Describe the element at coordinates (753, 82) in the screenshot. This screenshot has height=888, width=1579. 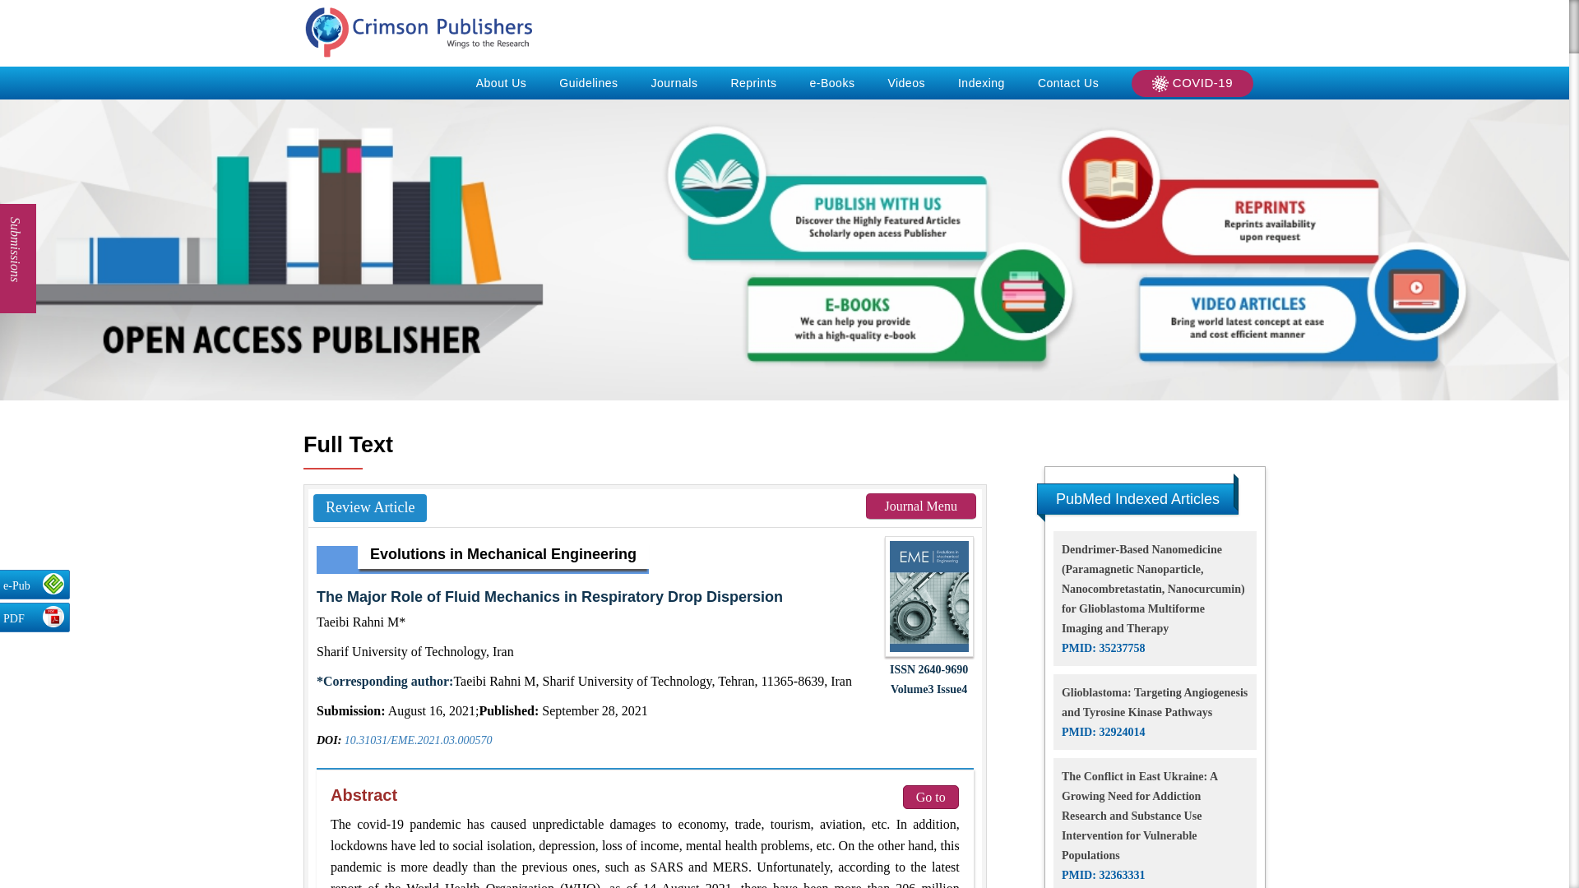
I see `Reprints` at that location.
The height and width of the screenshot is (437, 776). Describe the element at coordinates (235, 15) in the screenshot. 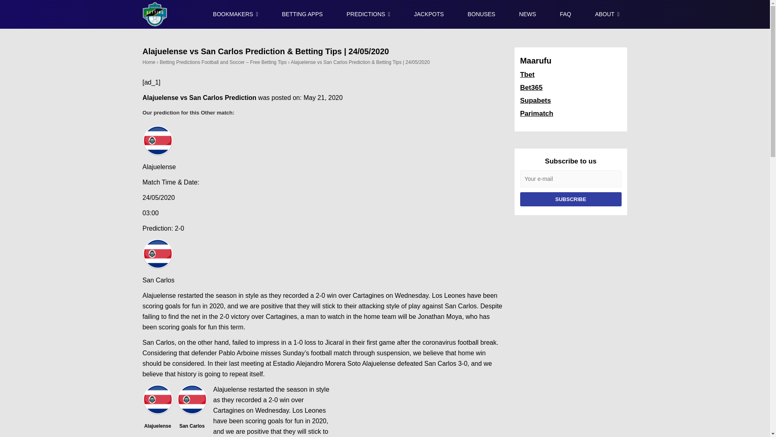

I see `BOOKMAKERS` at that location.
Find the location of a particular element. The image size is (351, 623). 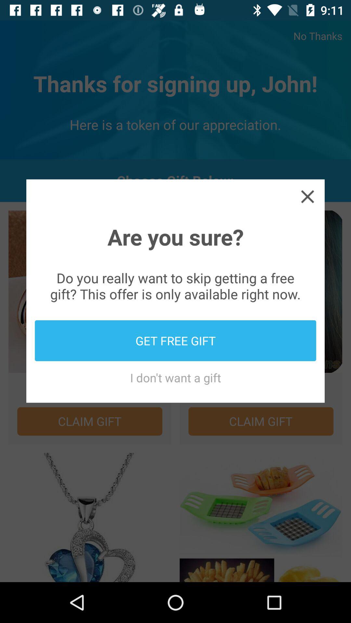

turn off i don t is located at coordinates (175, 378).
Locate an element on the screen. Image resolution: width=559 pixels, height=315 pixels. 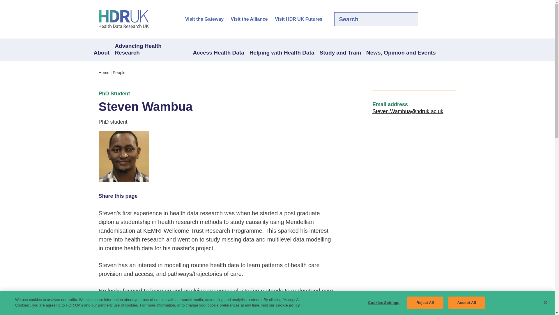
Twitter is located at coordinates (433, 19).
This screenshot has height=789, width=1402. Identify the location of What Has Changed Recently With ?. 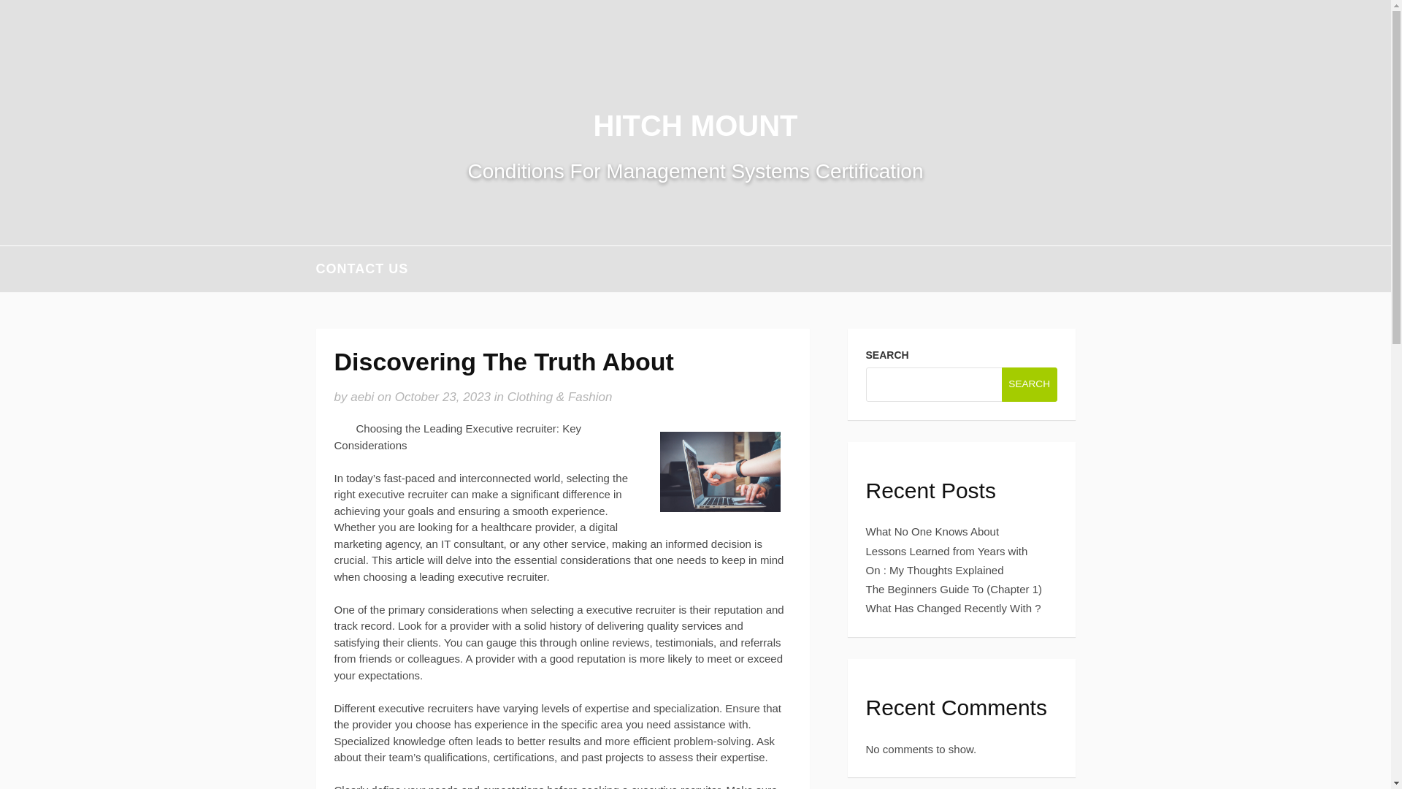
(954, 607).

+ + + + +

Quote the preceding records in their entirety, excluding every picture.

• [Completed exercise]:
Describe the element at coordinates (753, 82) in the screenshot. This screenshot has height=888, width=1579. 
I see `Reprints` at that location.
The height and width of the screenshot is (437, 776). Describe the element at coordinates (235, 15) in the screenshot. 

I see `BOOKMAKERS` at that location.
Find the location of a particular element. The image size is (351, 623). 

turn off i don t is located at coordinates (175, 378).
Locate an element on the screen. Image resolution: width=559 pixels, height=315 pixels. 
Twitter is located at coordinates (433, 19).
This screenshot has height=789, width=1402. Identify the location of What Has Changed Recently With ?. 
(954, 607).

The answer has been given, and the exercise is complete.